WORK ITEM:
Leave the pictures out while you restate every entry below word for word.

[Instrument reading data]
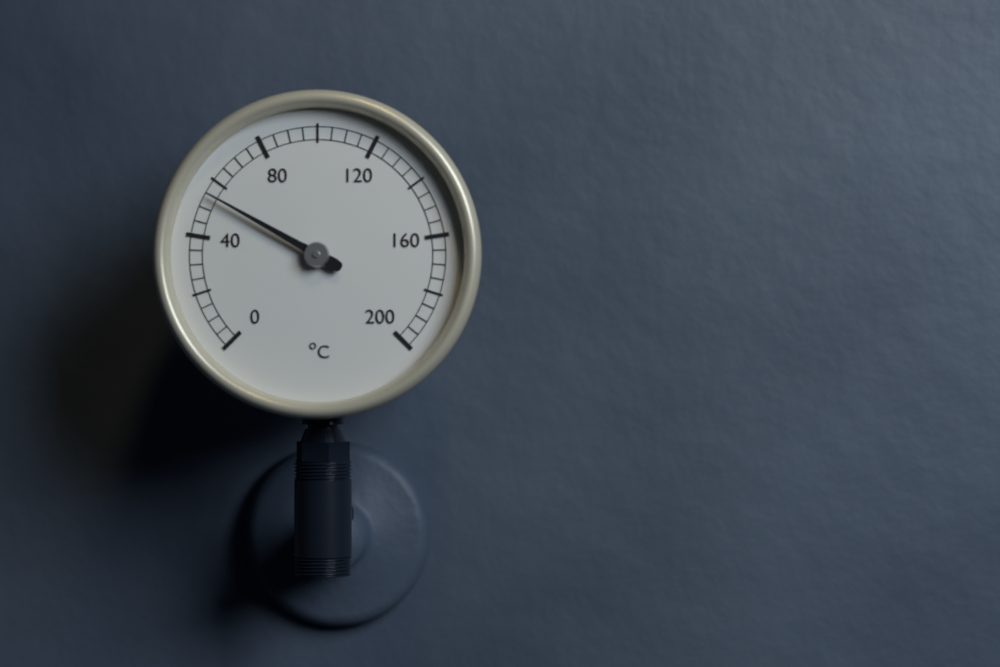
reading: 55 °C
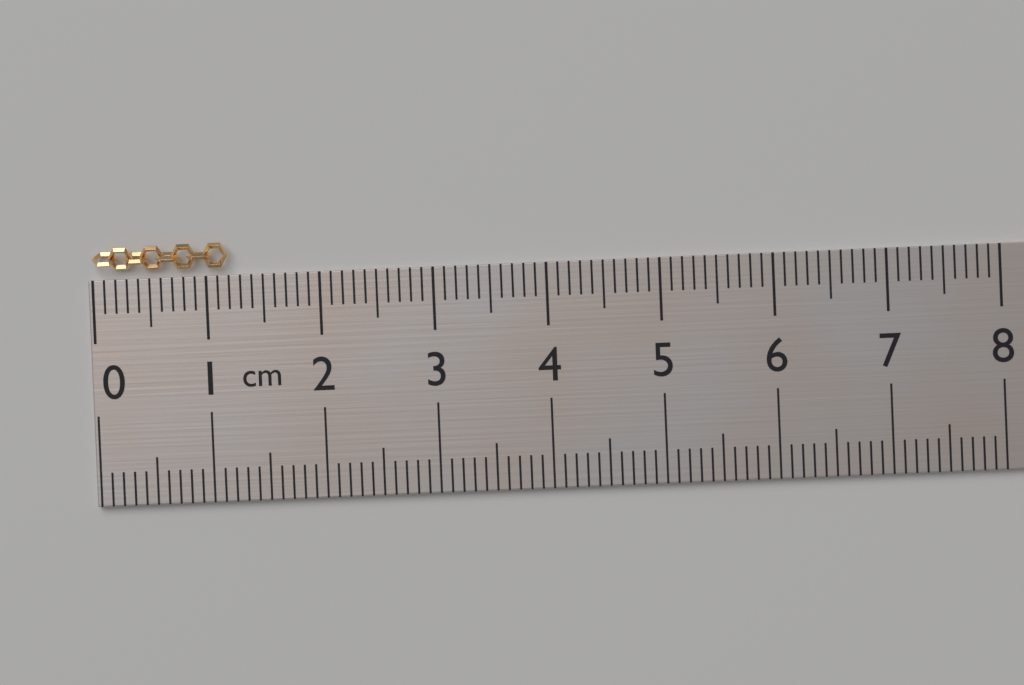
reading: 1.2 cm
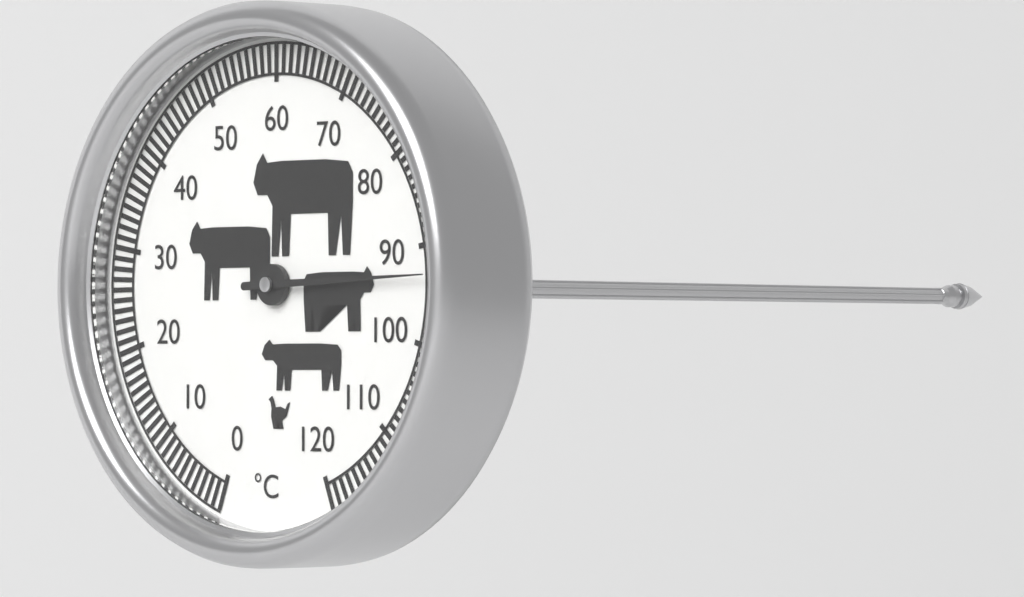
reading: 93 °C
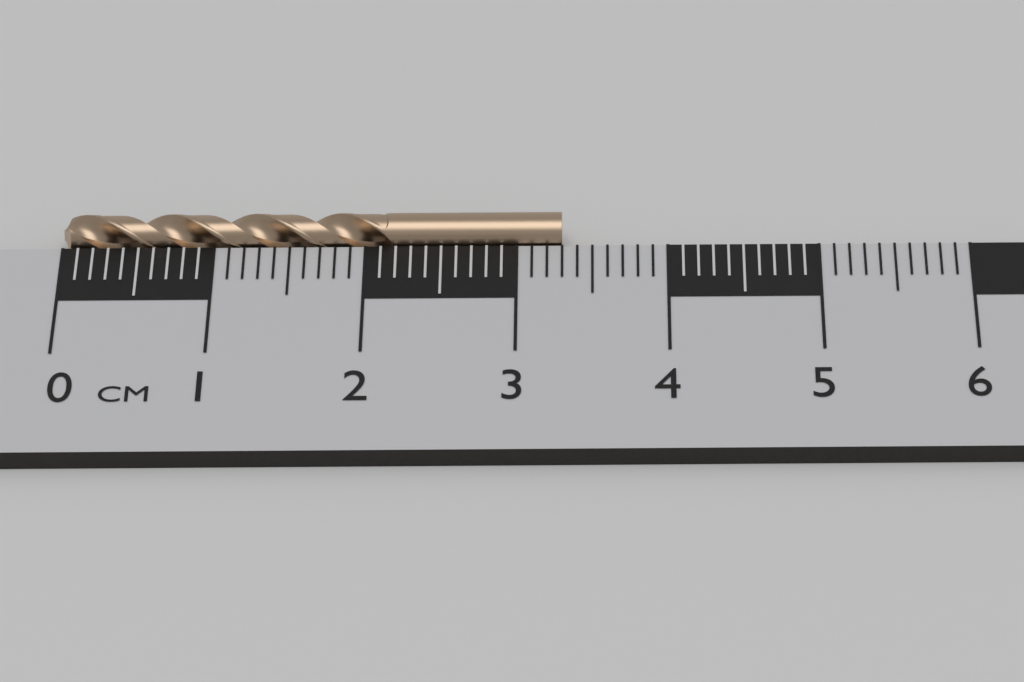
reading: 3.3 cm
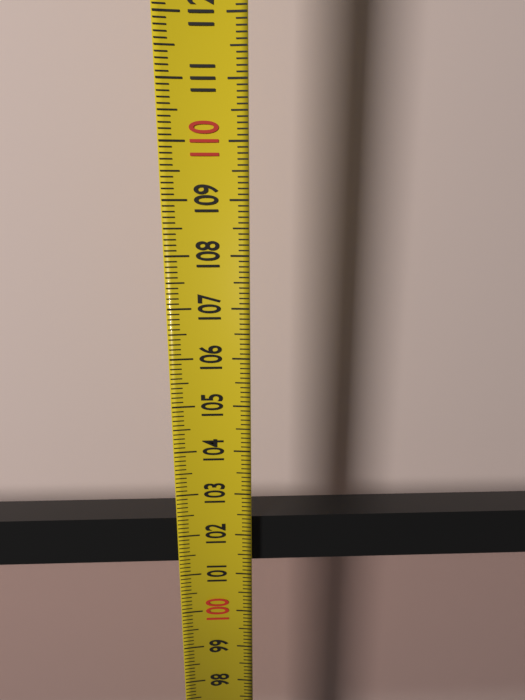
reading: 102.3 (no unit)
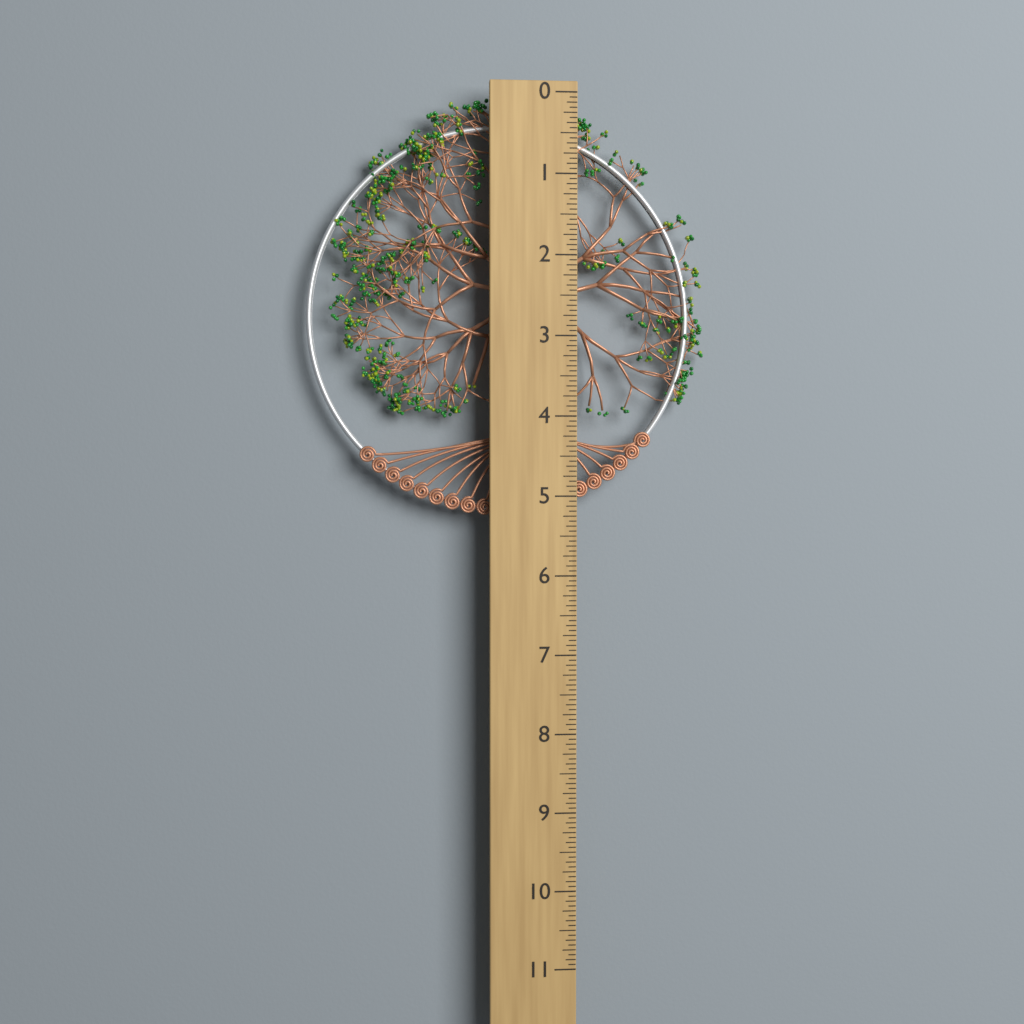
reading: 5.2500 (no unit)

FINISHED EXERCISE:
reading: 55 °C
reading: 1.2 cm
reading: 93 °C
reading: 3.3 cm
reading: 102.3 (no unit)
reading: 5.2500 (no unit)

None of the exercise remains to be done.